Edmund Leslie Newcombe was born in the Annapolis valley of Nova Scotia roughly a century after his Connecticut ancestors had settled there in the wake of the expulsion of the Acadians [see Charles Lawrence*]. His father, a farmer and a deacon of the Reformed Presbyterian (Covenanter) Church, passed away suddenly in 1866, when Edmund was not quite seven, leaving his mother with five children under the age of ten; two died a year later. In spite of these early disasters, Edmund and his elder sister, Margaret Florence, achieved extraordinary professional success, he as Canada’s long-serving deputy minister of justice and subsequently a judge on the Supreme Court of Canada, she as the first woman graduate of Dalhousie University in Halifax (1885) and later principal of the Halifax Ladies’ College (1911–18).

After obtaining a ba at Dalhousie in 1878, likely with the financial support of his uncle John Burgess Calkin, a prominent educator, Newcombe began four years of service as an articled clerk to Kentville lawyer John Pryor Chipman. During this time he secured two more degrees, an ma from Dalhousie and an llb from the short-lived University of Halifax, both awarded in 1881. Called to the bar in January 1883, Newcombe remained with Chipman for three years before joining the Halifax firm of Meagher, Drysdale, and Newcombe [see Hector McInnes]. Once back in the capital, he renewed his ties with Dalhousie, where he served on the board of governors from 1887 to 1893 and taught a course on marine insurance at the law school from 1891 to 1893.

New vistas opened for Newcombe in 1893 when fellow Nova Scotia Conservative Sir John Sparrow David Thompson*, prime minister and minister of justice, offered him the position of deputy minister of justice and deputy attorney general in Ottawa; his acceptance was followed shortly by a dominion qc and a call to the bar of Ontario. Newcombe was the last of a trio of lawyers from the Maritimes who occupied the federal post for over 40 years: George Wheelock Burbidge* (1882–87), Robert Sedgewick* (1888–93), and Newcombe (1893–1924). All were promoted to judgeships. Newcombe served under 11 ministers of justice, including, for a brief period in 1921, his old Dalhousie student Richard Bedford Bennett*.

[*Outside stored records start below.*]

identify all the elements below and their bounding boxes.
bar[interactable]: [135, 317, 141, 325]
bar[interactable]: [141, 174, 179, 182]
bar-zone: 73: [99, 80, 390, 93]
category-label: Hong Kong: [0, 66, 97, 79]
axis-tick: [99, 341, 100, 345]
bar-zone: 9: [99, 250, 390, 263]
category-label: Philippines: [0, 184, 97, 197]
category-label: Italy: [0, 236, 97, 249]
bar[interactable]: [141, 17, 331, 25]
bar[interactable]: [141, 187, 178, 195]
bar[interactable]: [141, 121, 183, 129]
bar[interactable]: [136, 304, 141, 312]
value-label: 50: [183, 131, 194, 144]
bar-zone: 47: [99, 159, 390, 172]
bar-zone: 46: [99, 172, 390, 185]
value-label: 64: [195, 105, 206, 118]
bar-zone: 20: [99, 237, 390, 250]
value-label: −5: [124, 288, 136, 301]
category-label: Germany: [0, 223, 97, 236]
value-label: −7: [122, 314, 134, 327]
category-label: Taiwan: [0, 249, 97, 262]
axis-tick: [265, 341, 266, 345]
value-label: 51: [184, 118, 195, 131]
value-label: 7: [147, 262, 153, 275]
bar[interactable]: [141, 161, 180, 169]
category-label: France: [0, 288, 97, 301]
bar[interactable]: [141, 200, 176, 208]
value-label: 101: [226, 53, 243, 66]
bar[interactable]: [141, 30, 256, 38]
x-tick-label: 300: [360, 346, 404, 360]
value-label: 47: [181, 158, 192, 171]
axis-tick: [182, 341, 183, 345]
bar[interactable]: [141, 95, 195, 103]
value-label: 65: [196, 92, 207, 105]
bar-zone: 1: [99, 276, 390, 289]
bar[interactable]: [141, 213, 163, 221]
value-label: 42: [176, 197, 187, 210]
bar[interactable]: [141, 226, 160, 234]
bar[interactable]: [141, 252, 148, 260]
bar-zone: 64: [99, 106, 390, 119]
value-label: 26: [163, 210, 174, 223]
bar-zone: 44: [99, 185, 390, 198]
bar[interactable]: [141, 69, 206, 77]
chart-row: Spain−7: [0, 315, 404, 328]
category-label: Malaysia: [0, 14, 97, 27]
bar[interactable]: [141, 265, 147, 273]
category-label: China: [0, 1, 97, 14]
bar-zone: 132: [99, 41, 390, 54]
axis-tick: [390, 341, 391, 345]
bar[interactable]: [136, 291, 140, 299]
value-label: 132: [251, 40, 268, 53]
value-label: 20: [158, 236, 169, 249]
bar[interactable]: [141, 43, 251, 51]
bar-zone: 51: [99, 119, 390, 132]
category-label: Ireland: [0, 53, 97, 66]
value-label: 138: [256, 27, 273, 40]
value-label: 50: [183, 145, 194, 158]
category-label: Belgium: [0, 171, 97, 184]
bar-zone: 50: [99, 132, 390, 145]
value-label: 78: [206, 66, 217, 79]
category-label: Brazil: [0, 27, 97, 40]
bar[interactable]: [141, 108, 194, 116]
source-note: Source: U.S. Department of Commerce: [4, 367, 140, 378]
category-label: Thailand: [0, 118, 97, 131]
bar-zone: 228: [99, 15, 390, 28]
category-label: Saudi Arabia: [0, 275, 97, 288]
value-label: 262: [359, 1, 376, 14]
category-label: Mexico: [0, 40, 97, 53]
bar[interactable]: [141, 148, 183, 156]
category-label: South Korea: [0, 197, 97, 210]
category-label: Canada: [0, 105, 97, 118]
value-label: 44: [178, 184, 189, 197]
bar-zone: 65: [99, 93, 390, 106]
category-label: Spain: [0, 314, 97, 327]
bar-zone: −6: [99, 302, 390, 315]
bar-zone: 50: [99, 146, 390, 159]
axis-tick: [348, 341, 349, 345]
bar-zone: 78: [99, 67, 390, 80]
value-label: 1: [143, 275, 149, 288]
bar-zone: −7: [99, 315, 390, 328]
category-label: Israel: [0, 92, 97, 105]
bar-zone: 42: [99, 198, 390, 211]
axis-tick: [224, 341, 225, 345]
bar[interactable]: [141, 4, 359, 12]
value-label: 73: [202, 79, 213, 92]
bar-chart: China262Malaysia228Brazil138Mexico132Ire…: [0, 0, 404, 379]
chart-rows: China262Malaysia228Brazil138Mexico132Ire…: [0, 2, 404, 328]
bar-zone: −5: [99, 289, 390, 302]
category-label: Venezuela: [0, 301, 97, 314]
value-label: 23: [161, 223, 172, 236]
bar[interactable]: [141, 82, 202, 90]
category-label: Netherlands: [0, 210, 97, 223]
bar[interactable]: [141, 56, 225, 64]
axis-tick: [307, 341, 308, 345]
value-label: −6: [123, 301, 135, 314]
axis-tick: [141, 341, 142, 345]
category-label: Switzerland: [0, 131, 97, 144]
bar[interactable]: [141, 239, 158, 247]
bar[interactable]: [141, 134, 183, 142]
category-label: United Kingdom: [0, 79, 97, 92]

With only two lawyers and fewer than 20 other staff under him initially, Newcombe was responsible for all the legal work of the government of Canada. Defined in the Department of Justice Act, these duties were vast. As deputy minister of justice, Newcombe had to ensure that the administration of public affairs was in accordance with the law, to review the constitutionality of all legislation, both federal and provincial (and to advise on disallowance of the latter where warranted), to supervise the penitentiary system, and to deal with requests for remission of sentences and commutation of capital sentences. In his role as deputy attorney general, he was responsible for providing legal advice to government departments and to the government itself, drafting or reviewing government contracts (except Indian treaties), approving instruments issued under the Great Seal of Canada, and arranging for the conduct of litigation for or against the crown or any department. One significant lacuna in Newcombe’s enormous mandate was the drafting of legislation. Law clerks to the House of Commons and the Senate generally performed this task until the 1940s, when it became centralized in the Department of Justice.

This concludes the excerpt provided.